If you find yourself feeling tired or stressed a lot and you happen to be one of the millions of Americans who spend a lot of time with screens — scrolling, checking emails, working online — breathe.
You may have “screen apnea.”
That’s a phrase that was coined by writer and speaker Linda Stone years ago when she noticed that she tended to hold her breath or breathe shallowly when she was working on her computer or scrolling on her phone. She wondered if she was unique, so she did a “kitchen-table experiment,” eventually monitoring the breathing and heart rate of more than 200 people as they checked email or scrolled or simply played on a screen device.
As she recounts at Lindastone.net, 80% of the folks in her experiment held their breath or breathed very shallowly. The exceptions were dancers, musicians, high performance athletes and a test pilot. “When I questioned these people, I learned that they had been taught breathing techniques to manage their energy and emotions.”
Stress and other woes
There are potential problems with poor breathing while online — especially given how much time some people spend on their devices and computers. She cited two former National Institutes of Health researchers who showed that “cumulative breath-holding contributes to stress-related diseases. The body becomes acidic, the kidneys begin to reabsorb sodium and as the balance of oxygen, carbon dioxide and nitric oxide becomes compromised, our biochemistry is thrown off.”
Possible impacts include harm to immune function, learning, memory, thinking, sleeping, weight, pain management and inflammation.
NPR explored screen apnea recently, noting that shallow breathing sends stress signals to the brain. Per the article, “Breathing properly has an immense positive impact on our health and well-being. Slow breathing lowers our stress levels, increases focus, regulates our emotions and even helps us make better decisions.”
Science journalist James Nestor, author of “Breath: The New Science of a Lost Art,” told NPR that people can train themselves to breathe better when they’re looking at a screen.
The New York Times interviewed Stephen Porges, a professor of psychiatry at the University of North Carolina at Chapel Hill, an expert on the autonomic nervous system. He said screen apnea is a “manifestation of our body’s stress response,” per the article.
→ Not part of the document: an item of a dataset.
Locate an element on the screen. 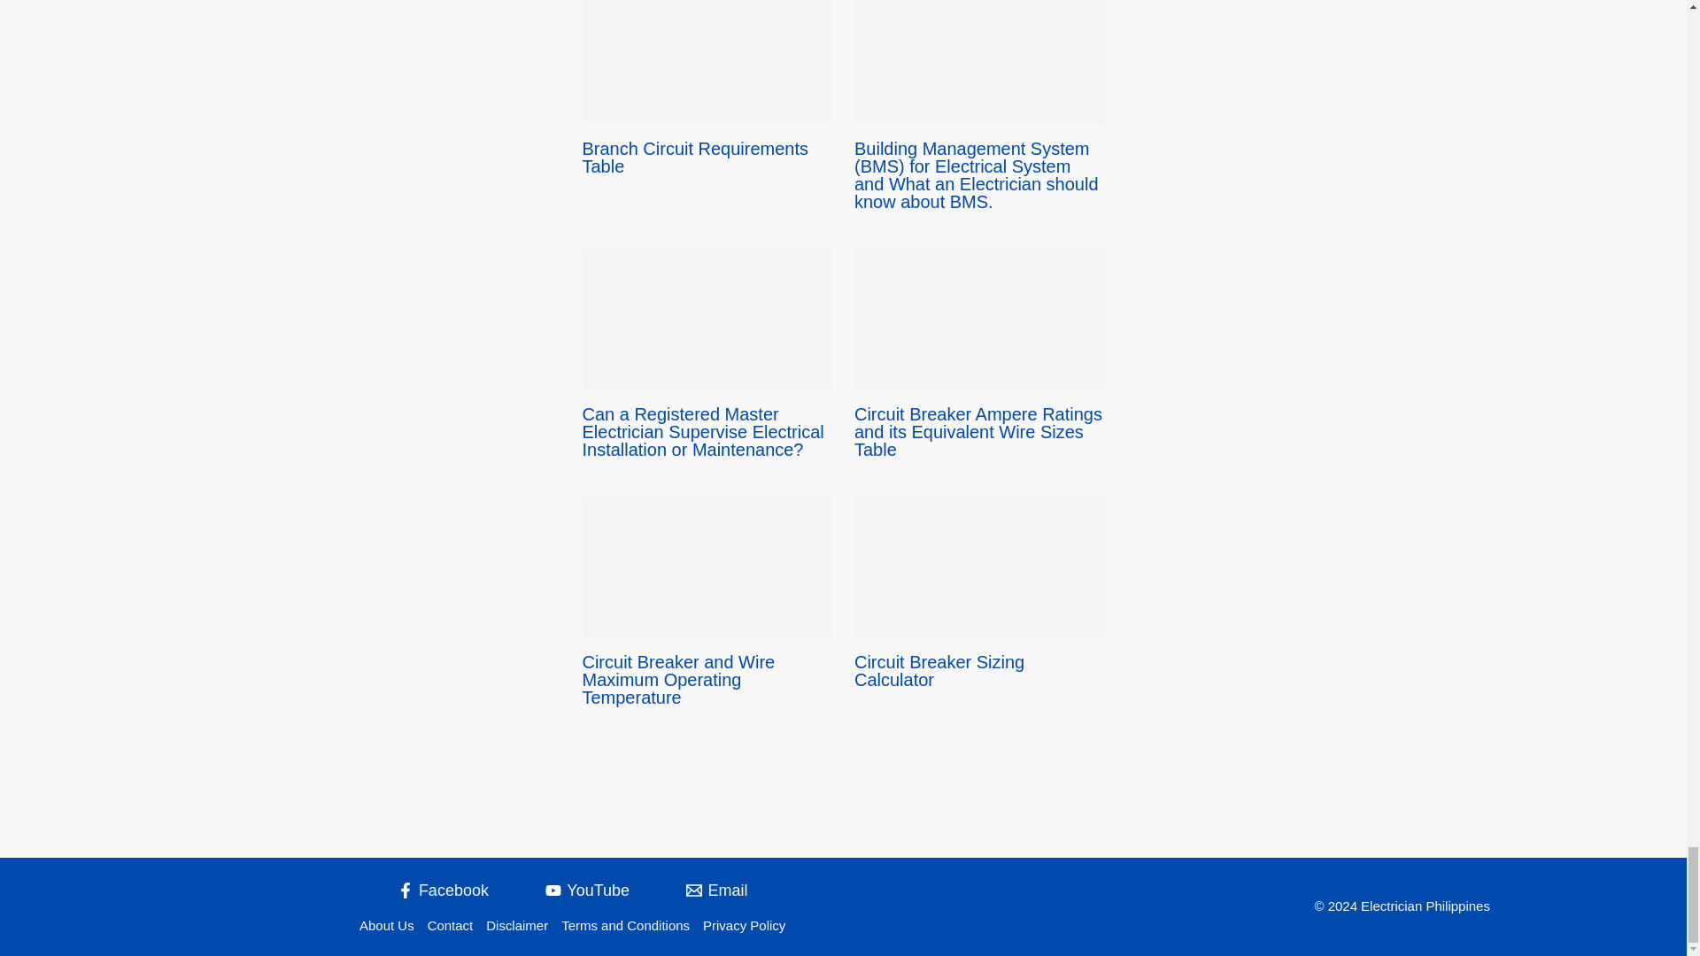  Circuit Breaker and Wire Maximum Operating Temperature is located at coordinates (678, 680).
The nervous system is trying to decipher whether something’s a threat.
According to the article, “That focus and attention requires mental effort, which kicks off a chain of physiological changes including shallower breathing and a slowing of heart rate to ‘quiet’ your body and divert resources to help you focus, he said. He gave the example of cats stalking their prey; often right before they attack, they will freeze and their breathing will become shallow. That, he said, is essentially what is happening when you get an email, text or Slack message: You freeze, read and come up with a plan of action.”
Per Forbes, hold your breath long enough or often enough and you will be both tired and less effective at work and elsewhere. Breath-holding “throws the nervous system into fight-or-flight-mode, contributing to stress-related illnesses like heart disease, type 2 diabetes and cancer.”
The article also notes that “just moving around can cut your risk of sudden cardiac arrest by 92%, so don’t park it for too long. When you get moving, physical tension and mental stress melt away and the solution to a mulled-over problem becomes crystal clear.”
Tips to adjust your breathing
These experts say it can become a big deal if the stress response is on for long periods of time, becoming chronic. So it’s a good idea to learn to breathe properly while on screens.
Stone, Nestor, NPR and The New York Times offered suggestions to combat screen apnea, including:
- Paying attention and adjusting your breathing.
- Taking a break.
- Playing a musical instrument to improve posture and breathing.
- Dancing.
- Singing.
- Using a breathing app in the background while you work.
- Doing short breathing exercises several times a day to reset how you breathe.
- Using larger screens, which may be “less mentally taxing.”
Adds Forbes, chair yoga and using the 20-20-20 Rule — every 20 minutes, take a 20-second break, move around and look at something 20 feet away — can help screen apnea, as well.